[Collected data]
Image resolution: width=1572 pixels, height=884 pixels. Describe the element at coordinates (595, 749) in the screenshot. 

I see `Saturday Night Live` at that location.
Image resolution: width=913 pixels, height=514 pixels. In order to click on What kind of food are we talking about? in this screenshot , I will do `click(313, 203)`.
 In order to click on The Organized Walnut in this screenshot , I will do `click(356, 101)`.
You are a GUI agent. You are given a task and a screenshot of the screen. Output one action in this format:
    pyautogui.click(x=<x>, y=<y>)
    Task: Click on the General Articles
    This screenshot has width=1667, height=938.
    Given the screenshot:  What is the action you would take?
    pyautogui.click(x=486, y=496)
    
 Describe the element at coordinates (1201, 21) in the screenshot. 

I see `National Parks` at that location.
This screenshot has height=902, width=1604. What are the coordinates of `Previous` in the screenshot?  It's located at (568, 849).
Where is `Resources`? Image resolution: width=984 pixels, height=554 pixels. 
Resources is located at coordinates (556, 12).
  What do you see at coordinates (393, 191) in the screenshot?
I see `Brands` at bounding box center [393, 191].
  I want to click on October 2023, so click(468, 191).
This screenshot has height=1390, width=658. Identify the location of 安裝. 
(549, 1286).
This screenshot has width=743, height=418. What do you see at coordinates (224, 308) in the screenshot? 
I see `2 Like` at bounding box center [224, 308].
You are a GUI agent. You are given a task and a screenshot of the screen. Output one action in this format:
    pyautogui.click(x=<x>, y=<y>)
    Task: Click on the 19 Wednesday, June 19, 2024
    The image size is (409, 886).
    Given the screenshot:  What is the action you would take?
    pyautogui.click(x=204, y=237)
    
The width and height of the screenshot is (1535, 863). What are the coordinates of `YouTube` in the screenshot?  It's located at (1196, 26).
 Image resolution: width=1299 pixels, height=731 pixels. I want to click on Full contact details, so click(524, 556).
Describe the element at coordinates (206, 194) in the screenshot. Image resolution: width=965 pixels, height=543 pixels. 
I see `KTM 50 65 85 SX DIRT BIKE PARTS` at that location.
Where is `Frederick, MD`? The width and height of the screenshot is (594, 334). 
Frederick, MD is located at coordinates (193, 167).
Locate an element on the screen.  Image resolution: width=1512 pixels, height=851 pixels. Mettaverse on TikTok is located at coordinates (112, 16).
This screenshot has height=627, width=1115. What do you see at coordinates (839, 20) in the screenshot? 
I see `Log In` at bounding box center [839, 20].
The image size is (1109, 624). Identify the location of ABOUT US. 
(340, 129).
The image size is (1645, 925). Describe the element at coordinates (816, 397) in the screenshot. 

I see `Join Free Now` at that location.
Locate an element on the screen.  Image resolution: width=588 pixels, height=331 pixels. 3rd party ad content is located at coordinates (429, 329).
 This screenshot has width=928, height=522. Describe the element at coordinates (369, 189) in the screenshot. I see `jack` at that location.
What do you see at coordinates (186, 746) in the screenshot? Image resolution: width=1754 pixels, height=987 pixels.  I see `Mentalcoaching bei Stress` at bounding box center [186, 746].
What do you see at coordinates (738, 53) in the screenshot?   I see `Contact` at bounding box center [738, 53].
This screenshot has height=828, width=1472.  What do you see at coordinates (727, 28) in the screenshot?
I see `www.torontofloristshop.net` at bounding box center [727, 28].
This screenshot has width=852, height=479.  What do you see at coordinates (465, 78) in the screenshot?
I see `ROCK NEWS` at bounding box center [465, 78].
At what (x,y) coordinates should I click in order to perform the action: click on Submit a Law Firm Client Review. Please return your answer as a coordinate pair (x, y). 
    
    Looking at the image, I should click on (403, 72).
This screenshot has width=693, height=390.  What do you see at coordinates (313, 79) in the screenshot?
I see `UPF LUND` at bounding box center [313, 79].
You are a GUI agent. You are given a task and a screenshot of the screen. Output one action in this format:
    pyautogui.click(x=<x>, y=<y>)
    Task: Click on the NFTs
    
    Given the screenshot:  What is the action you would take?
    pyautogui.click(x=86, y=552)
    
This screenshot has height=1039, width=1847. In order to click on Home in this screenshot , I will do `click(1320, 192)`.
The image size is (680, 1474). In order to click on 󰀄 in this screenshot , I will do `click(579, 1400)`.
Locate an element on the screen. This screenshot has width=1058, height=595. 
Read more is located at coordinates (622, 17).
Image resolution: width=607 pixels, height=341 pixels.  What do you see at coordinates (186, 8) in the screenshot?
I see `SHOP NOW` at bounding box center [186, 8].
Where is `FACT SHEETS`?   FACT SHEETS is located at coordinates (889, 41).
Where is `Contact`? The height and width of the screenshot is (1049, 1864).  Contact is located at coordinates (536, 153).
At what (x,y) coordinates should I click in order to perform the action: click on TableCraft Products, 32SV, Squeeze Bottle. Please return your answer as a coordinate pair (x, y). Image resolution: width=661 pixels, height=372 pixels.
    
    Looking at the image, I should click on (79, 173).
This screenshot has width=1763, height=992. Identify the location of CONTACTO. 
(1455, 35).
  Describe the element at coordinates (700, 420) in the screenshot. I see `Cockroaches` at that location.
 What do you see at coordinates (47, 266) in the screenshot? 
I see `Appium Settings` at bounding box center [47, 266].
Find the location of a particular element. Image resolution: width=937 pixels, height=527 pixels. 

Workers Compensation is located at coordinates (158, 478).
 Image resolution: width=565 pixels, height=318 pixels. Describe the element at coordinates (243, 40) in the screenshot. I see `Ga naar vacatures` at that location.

The task: With every line kept whole, write out the records again exactly.

Problem solution:
Image resolution: width=1572 pixels, height=884 pixels. Describe the element at coordinates (595, 749) in the screenshot. 

I see `Saturday Night Live` at that location.
Image resolution: width=913 pixels, height=514 pixels. In order to click on What kind of food are we talking about? in this screenshot , I will do `click(313, 203)`.
 In order to click on The Organized Walnut in this screenshot , I will do `click(356, 101)`.
You are a GUI agent. You are given a task and a screenshot of the screen. Output one action in this format:
    pyautogui.click(x=<x>, y=<y>)
    Task: Click on the General Articles
    This screenshot has width=1667, height=938.
    Given the screenshot:  What is the action you would take?
    pyautogui.click(x=486, y=496)
    
 Describe the element at coordinates (1201, 21) in the screenshot. 

I see `National Parks` at that location.
This screenshot has height=902, width=1604. What are the coordinates of `Previous` in the screenshot?  It's located at (568, 849).
Where is `Resources`? Image resolution: width=984 pixels, height=554 pixels. 
Resources is located at coordinates (556, 12).
  What do you see at coordinates (393, 191) in the screenshot?
I see `Brands` at bounding box center [393, 191].
  I want to click on October 2023, so click(468, 191).
This screenshot has height=1390, width=658. Identify the location of 安裝. 
(549, 1286).
This screenshot has width=743, height=418. What do you see at coordinates (224, 308) in the screenshot? 
I see `2 Like` at bounding box center [224, 308].
You are a GUI agent. You are given a task and a screenshot of the screen. Output one action in this format:
    pyautogui.click(x=<x>, y=<y>)
    Task: Click on the 19 Wednesday, June 19, 2024
    The image size is (409, 886).
    Given the screenshot:  What is the action you would take?
    pyautogui.click(x=204, y=237)
    
The width and height of the screenshot is (1535, 863). What are the coordinates of `YouTube` in the screenshot?  It's located at (1196, 26).
 Image resolution: width=1299 pixels, height=731 pixels. I want to click on Full contact details, so click(524, 556).
Describe the element at coordinates (206, 194) in the screenshot. Image resolution: width=965 pixels, height=543 pixels. 
I see `KTM 50 65 85 SX DIRT BIKE PARTS` at that location.
Where is `Frederick, MD`? The width and height of the screenshot is (594, 334). 
Frederick, MD is located at coordinates (193, 167).
Locate an element on the screen.  Image resolution: width=1512 pixels, height=851 pixels. Mettaverse on TikTok is located at coordinates (112, 16).
This screenshot has height=627, width=1115. What do you see at coordinates (839, 20) in the screenshot? 
I see `Log In` at bounding box center [839, 20].
The image size is (1109, 624). Identify the location of ABOUT US. 
(340, 129).
The image size is (1645, 925). Describe the element at coordinates (816, 397) in the screenshot. 

I see `Join Free Now` at that location.
Locate an element on the screen.  Image resolution: width=588 pixels, height=331 pixels. 3rd party ad content is located at coordinates (429, 329).
 This screenshot has width=928, height=522. Describe the element at coordinates (369, 189) in the screenshot. I see `jack` at that location.
What do you see at coordinates (186, 746) in the screenshot? Image resolution: width=1754 pixels, height=987 pixels.  I see `Mentalcoaching bei Stress` at bounding box center [186, 746].
What do you see at coordinates (738, 53) in the screenshot?   I see `Contact` at bounding box center [738, 53].
This screenshot has height=828, width=1472.  What do you see at coordinates (727, 28) in the screenshot?
I see `www.torontofloristshop.net` at bounding box center [727, 28].
This screenshot has width=852, height=479.  What do you see at coordinates (465, 78) in the screenshot?
I see `ROCK NEWS` at bounding box center [465, 78].
At what (x,y) coordinates should I click in order to perform the action: click on Submit a Law Firm Client Review. Please return your answer as a coordinate pair (x, y). 
    
    Looking at the image, I should click on (403, 72).
This screenshot has width=693, height=390.  What do you see at coordinates (313, 79) in the screenshot?
I see `UPF LUND` at bounding box center [313, 79].
You are a GUI agent. You are given a task and a screenshot of the screen. Output one action in this format:
    pyautogui.click(x=<x>, y=<y>)
    Task: Click on the NFTs
    
    Given the screenshot:  What is the action you would take?
    pyautogui.click(x=86, y=552)
    
This screenshot has height=1039, width=1847. In order to click on Home in this screenshot , I will do `click(1320, 192)`.
The image size is (680, 1474). In order to click on 󰀄 in this screenshot , I will do `click(579, 1400)`.
Locate an element on the screen. This screenshot has width=1058, height=595. 
Read more is located at coordinates (622, 17).
Image resolution: width=607 pixels, height=341 pixels.  What do you see at coordinates (186, 8) in the screenshot?
I see `SHOP NOW` at bounding box center [186, 8].
Where is `FACT SHEETS`?   FACT SHEETS is located at coordinates (889, 41).
Where is `Contact`? The height and width of the screenshot is (1049, 1864).  Contact is located at coordinates (536, 153).
At what (x,y) coordinates should I click in order to perform the action: click on TableCraft Products, 32SV, Squeeze Bottle. Please return your answer as a coordinate pair (x, y). Image resolution: width=661 pixels, height=372 pixels.
    
    Looking at the image, I should click on (79, 173).
This screenshot has width=1763, height=992. Identify the location of CONTACTO. 
(1455, 35).
  Describe the element at coordinates (700, 420) in the screenshot. I see `Cockroaches` at that location.
 What do you see at coordinates (47, 266) in the screenshot? 
I see `Appium Settings` at bounding box center [47, 266].
Find the location of a particular element. Image resolution: width=937 pixels, height=527 pixels. 

Workers Compensation is located at coordinates (158, 478).
 Image resolution: width=565 pixels, height=318 pixels. Describe the element at coordinates (243, 40) in the screenshot. I see `Ga naar vacatures` at that location.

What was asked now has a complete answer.